Van A. Harvey is George Edwin Burnell Professor of Religious Studies (Emeritus) at Stanford University. Born in Hankow, China, he served in the U.S. Navy (1943–46), and was awarded a BA in Philosophy from Occidental College (1948, Phi Beta Kappa). After attending Princeton Theological Seminary for one year, he received a B.D. from Yale Divinity School in 1951 and a PhD. from Yale University in 1957 in post-Enlightenment religious thought. His thesis was entitled "Myth, Faith, and History" and his thesis supervisor was H. Richard Niebuhr.

Van Harvey taught at Princeton University (1954–58), Perkins School of Theology at Southern Methodist University (1958–68), the University of Pennsylvania (1968–78), and Stanford University (1978–1996). He was Chair of the graduate program in religion at SMU and Chair of his departments at both the University of Pennsylvania and Stanford.

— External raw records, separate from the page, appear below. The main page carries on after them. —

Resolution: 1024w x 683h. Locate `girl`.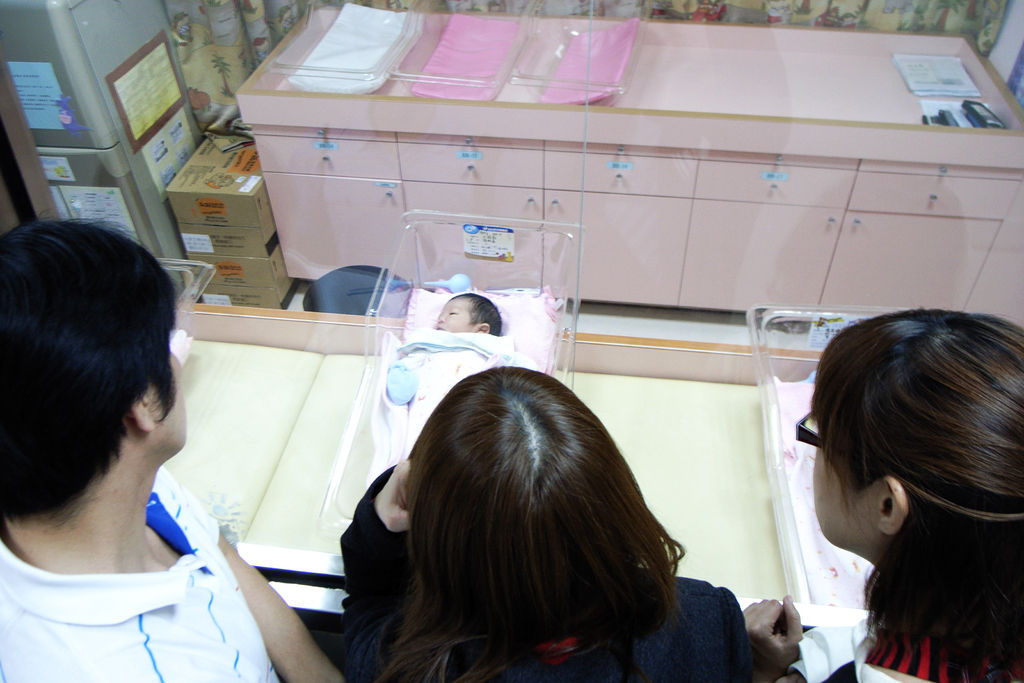
BBox(335, 363, 760, 682).
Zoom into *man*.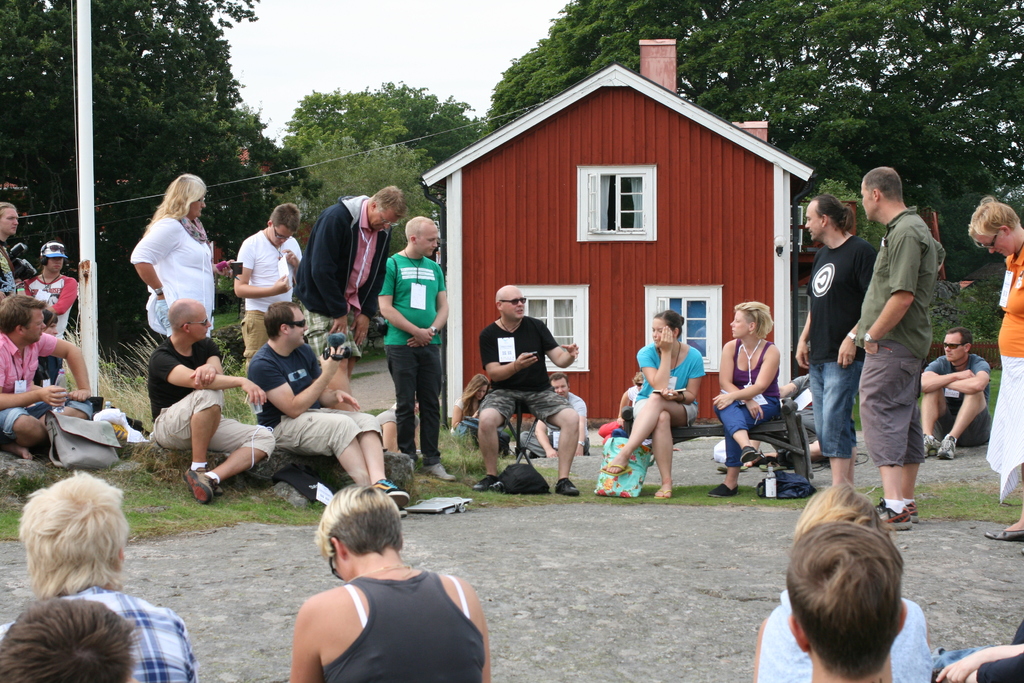
Zoom target: 294,183,406,409.
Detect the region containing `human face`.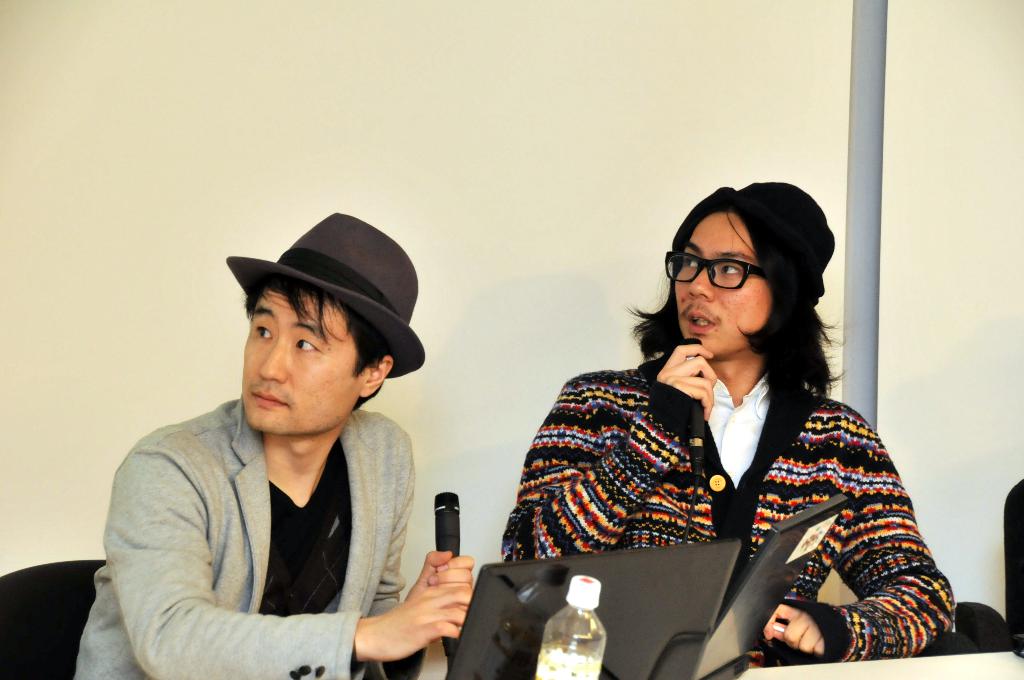
(238,287,360,434).
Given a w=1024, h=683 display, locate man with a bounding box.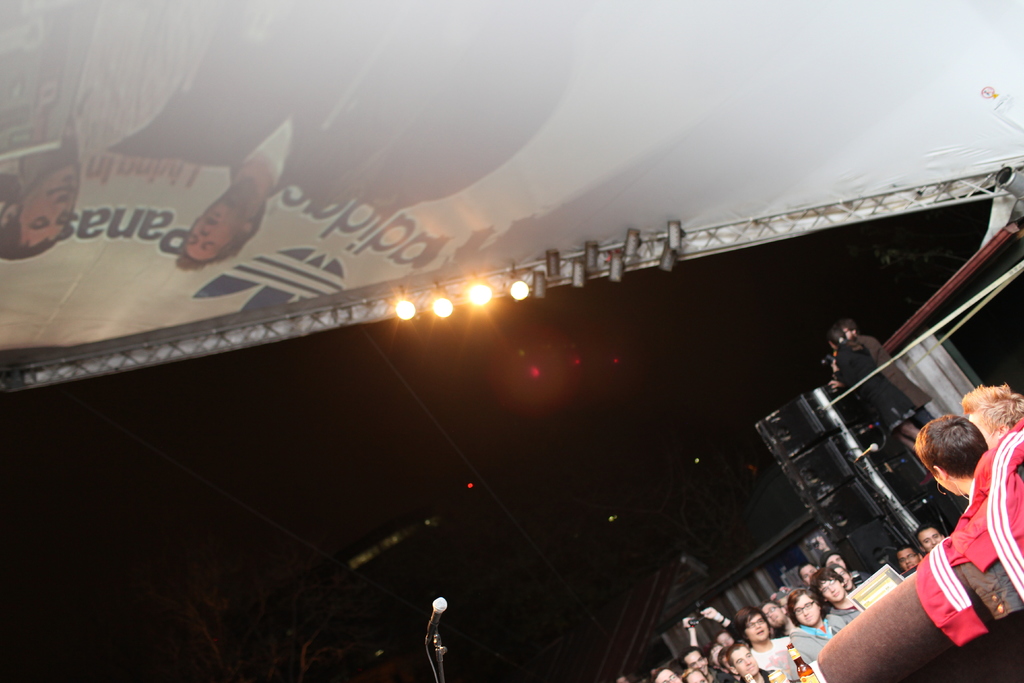
Located: [left=893, top=544, right=925, bottom=575].
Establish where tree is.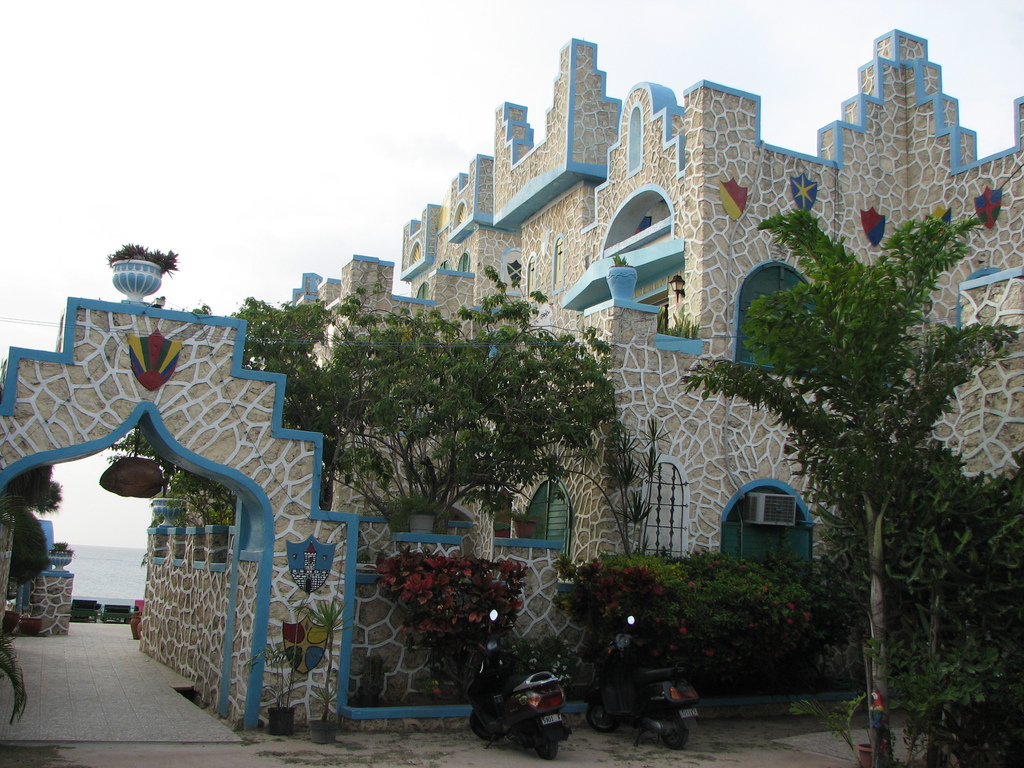
Established at {"left": 0, "top": 463, "right": 66, "bottom": 580}.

The aim of his first book A Handbook of Theological Terms (1964) was to explain to laypersons the meaning of technical terms found in Christian theology, with special attention to issues dividing Protestant and Catholic theology. His second book The Historian and the Believer (1966) was concerned with the way in which "morality of knowledge" that informs professional historical inquiry poses problems for the believer and theologian who attempt to justify the historical claims of Christianity “on faith”, especially when historical inquiry is concerned with Jesus of Nazareth. Harvey argues that these problems have not been satisfactorily dealt with by modern Christian theologians. He pays particular attention to the theologies of Karl Barth, Paul Tillich, and Rudolf Bultmann. New Testament scholar Gerd Lüdemann states in a citation of this book that "I have long been more indebted to this than is evident from the number of explicit references" The third edition of 1996 contains a new introduction outlining his mature position on these issues.